COMPLETELY OT: "Secret Life of Popcorn" on Food Network tonight

Bapopik at AOL.COM Bapopik at AOL.COM
Tue Jul 13 00:19:17 UTC 2004


Why are these shows so bad? Why is journalism so bad? I'll probably watch it
because it's so bad, but this is ridiculous. For those who don't know, Andy
Smith (where the "crackers" post was intended to be sent) wrote the book on
popcorn.  But who reads books? Can't the Food Network even steal anymore?

Barry Popik
(Who must note that, after this ridiculous "popcorn" show tonight, WHAT'S
HOT! WHAT'S COOL! at 10;30 p.m. features the equally ridiculous "naked sushi.")

(FOOD NETWORK)
The Secret Life Of
Episode SF1A05
    AIR TIMES:
    July 11, 2004 10:00 PM ET/PT
    July 12, 2004 2:00 AM ET/PT
    July 12, 2004 10:00 PM ET/PT
    July 13, 2004 2:00 AM ET/PT
    July 17, 2004 5:00 PM ET/PT
    July 18, 2004 4:00 PM ET/PT
    July 23, 2004 10:00 PM ET/PT
    July 24, 2004 2:00 AM ET/PT

Secret Life of Popcorn
When you think of the movies you think of popcorn. But its history can be
traced back hundreds of thousands of years to prehistoric cave dwellers. Popcorn
was present in 1620 at the first Thanksgiving, served as the basis for the
very first breakfast cereal and boomed as a cheap affordable snack during The
Great Depression.



From: ASmith1946 (asmith1946 at aol.com)
Subject: Culinary Fakelore
View: Complete Thread (16 articles)
Original Format
Newsgroups: rec.food.historic
Date: 2001-03-14 11:46:29 PST
(...)
Another example is theassociation of popcorn with the Pilgrims at the "First
Thanksgiving" in 1621,when there is no evidence that popcorn was grown or
consumed in North America until the beginning of the nineteenth century.

C) Political correctness or historical revisionism stories: undocumented
attribution of foods to non-white males. African-American scientist
GeorgeWashington Carver is frequently credited with inventing peanut butter, eventhough he
made no such claim himself and peanut butter had been a commercialproduct for
twenty years before Carver became interested in peanuts.

Alternately, numerous sources have claimed that Native Americans introduced
popcorn to colonial Americans, yet no evidence has surfaced indicating
thatNative Americans possessed popcorn prior to the nineteenth century.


Problem to solve: Lines containing the word "Calendar" in the data below: say how many, with no other text.

[Start of section]

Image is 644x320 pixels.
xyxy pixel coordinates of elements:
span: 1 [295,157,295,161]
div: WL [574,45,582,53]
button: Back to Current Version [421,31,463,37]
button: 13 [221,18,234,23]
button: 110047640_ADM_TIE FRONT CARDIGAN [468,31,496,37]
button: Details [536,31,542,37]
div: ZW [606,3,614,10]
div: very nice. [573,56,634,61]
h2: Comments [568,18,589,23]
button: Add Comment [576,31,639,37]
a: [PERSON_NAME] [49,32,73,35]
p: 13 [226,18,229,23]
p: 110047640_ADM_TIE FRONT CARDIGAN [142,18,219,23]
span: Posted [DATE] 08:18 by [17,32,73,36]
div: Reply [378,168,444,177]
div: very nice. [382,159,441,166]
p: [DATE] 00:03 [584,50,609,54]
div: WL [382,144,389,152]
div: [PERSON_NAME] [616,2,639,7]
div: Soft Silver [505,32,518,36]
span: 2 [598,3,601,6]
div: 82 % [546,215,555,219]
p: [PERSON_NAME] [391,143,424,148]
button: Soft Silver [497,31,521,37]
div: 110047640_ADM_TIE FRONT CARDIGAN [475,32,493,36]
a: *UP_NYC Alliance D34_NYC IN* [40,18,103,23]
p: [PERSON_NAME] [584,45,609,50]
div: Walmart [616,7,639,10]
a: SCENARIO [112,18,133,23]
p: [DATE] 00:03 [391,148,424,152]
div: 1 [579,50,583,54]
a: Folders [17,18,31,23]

[End of section]
[Start of section]

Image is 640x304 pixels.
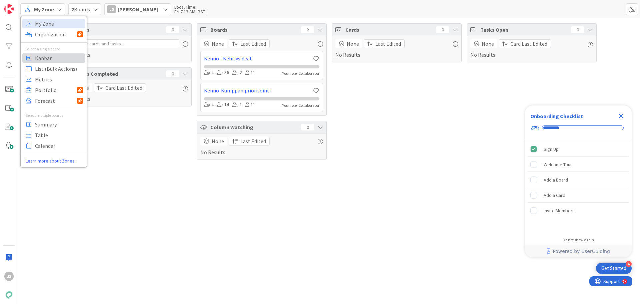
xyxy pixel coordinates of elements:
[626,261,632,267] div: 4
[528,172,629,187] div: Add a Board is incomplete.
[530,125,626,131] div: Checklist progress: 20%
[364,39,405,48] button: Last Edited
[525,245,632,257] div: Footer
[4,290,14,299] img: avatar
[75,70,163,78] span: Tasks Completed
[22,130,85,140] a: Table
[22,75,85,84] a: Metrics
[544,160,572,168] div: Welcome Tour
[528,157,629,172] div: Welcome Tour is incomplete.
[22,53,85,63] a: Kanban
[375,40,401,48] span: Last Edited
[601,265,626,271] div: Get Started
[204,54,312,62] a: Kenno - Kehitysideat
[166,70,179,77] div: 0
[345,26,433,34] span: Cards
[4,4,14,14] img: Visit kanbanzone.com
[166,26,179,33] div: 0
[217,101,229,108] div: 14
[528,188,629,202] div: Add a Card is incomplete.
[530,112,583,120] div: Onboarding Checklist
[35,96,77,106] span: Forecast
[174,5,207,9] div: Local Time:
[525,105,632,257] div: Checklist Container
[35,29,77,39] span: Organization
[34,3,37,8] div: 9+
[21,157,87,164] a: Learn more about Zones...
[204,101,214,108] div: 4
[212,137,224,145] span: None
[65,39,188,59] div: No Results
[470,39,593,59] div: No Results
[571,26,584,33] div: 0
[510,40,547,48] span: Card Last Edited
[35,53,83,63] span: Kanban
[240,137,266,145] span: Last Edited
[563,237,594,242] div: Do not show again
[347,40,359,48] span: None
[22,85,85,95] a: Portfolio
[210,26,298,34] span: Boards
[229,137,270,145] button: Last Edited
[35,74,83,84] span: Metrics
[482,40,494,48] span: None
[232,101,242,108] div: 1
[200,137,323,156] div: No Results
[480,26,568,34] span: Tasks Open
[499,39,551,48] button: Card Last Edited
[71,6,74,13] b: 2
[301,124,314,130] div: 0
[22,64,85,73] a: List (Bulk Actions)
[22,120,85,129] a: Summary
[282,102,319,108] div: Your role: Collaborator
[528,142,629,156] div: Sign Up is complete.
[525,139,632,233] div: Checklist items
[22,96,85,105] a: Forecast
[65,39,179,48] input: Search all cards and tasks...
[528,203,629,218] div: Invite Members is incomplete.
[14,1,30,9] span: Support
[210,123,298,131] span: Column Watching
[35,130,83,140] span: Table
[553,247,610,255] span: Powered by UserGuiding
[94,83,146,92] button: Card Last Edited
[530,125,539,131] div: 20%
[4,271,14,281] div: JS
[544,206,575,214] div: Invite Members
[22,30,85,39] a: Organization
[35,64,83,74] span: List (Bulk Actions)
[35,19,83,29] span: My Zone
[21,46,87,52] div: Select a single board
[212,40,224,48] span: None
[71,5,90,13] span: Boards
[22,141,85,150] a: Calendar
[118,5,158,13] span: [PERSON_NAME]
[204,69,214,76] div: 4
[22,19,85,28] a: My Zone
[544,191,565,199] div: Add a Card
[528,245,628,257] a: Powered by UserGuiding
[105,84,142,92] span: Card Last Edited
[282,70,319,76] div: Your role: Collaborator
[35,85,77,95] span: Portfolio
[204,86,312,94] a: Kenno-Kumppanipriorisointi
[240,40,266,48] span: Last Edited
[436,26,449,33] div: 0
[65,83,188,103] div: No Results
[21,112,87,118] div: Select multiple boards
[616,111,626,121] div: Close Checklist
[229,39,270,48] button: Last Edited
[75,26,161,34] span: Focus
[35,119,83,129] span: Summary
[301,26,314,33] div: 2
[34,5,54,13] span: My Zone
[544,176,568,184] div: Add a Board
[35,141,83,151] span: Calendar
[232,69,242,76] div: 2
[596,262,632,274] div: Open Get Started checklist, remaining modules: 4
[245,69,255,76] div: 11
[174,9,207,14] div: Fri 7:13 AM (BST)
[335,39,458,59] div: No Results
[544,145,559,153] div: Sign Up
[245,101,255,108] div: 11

[End of section]

Response box: 2